A systematic review on the autonomous emergency steering assessments and tests methodology in ASEAN

Safety should be the top priority for any automaker - because traffic accidents roughly killed 1.4 million people worldwide, ranking tenth on the World Health Organization's list of leading causes of death. Two decades ago, the focus was on passive safety, where it helps vehicle occupants to su...

Full description

Saved in:
Bibliographic Details
Main Authors: Rasmana, Susijanto Tri, Adiputra, Dimas, Yahya, Wira Jazair, Abdul Rahman, Mohd. Azizi, Dwijotomo, Abdurahman, Mohammed Ariff, Mohd. Hatta, Abu Husain, Nurulakmar
Format: Article
Language:English
Published: Society of Automotive Engineers Malaysia 2021
Subjects:
Online Access:http://eprints.utm.my/id/eprint/97803/1/MohdAziziAbdul2021_ASystematicReviewontheAutonomousEmergency.pdf
http://eprints.utm.my/id/eprint/97803/
http://dx.doi.org/10.56381/jsaem.v5i2.163
Tags: Add Tag
No Tags, Be the first to tag this record!
Description
Summary:Safety should be the top priority for any automaker - because traffic accidents roughly killed 1.4 million people worldwide, ranking tenth on the World Health Organization's list of leading causes of death.

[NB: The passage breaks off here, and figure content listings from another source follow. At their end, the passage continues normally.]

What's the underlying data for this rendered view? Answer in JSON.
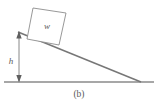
{
  "figure": {
    "caption": "(b)",
    "labels": {
      "block_weight": "w",
      "height": "h"
    },
    "colors": {
      "stroke": "#6f6f6f",
      "ground": "#8a8a8a",
      "incline": "#777777",
      "block_fill": "#ffffff",
      "arrow": "#5f5f5f",
      "text": "#5a5a5a",
      "background": "#ffffff"
    },
    "geometry": {
      "ground_line": {
        "x1": 4,
        "y1": 82,
        "x2": 154,
        "y2": 82
      },
      "incline_line": {
        "x1": 18,
        "y1": 32,
        "x2": 141,
        "y2": 82
      },
      "height_dimension": {
        "x": 19,
        "y_top": 33,
        "y_bottom": 81
      },
      "block_corners": [
        {
          "x": 33,
          "y": 8
        },
        {
          "x": 66,
          "y": 13
        },
        {
          "x": 59,
          "y": 45
        },
        {
          "x": 27,
          "y": 39
        }
      ],
      "label_w_position": {
        "x": 47,
        "y": 29
      },
      "label_h_position": {
        "x": 11,
        "y": 61
      }
    }
  }
}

Two decades ago, the focus was on passive safety, where it helps vehicle occupants to survive the crash. However, the frontier in safety innovation has moved beyond airbags and side-impact protection. Today, the frontier is active safety for preventing collisions before they occur. In Euro NCAP 2025 Roadmap, this active safety frontier falls under the primary safety and has become one of the overall safety rating initiatives toward safer cars. The primary safety features four technologies to be assessed, including driver monitoring (2020), automatic emergency steering (2020, 2022), autonomous emergency braking (2020, 2022), and V2x (2024). However, this initiative is partially encapsulated in the ASEAN NCAP Roadmap 2021-2025 under – 'Safety Assist' technological feature. For instance, in the new roadmap, ASEAN NCAP only focuses on Auto Emergency Braking (AEB) technology. This AEB is a feature to alert drivers to an imminent crash and help them use the car's maximum capacity. Therefore, as benchmarked to the EURO NCAP, this paper comprehensively reviews the AES demand, assessments, control, and testing methodology and can be further developed to consolidate for the ASEAN NCAP safety rating schemes.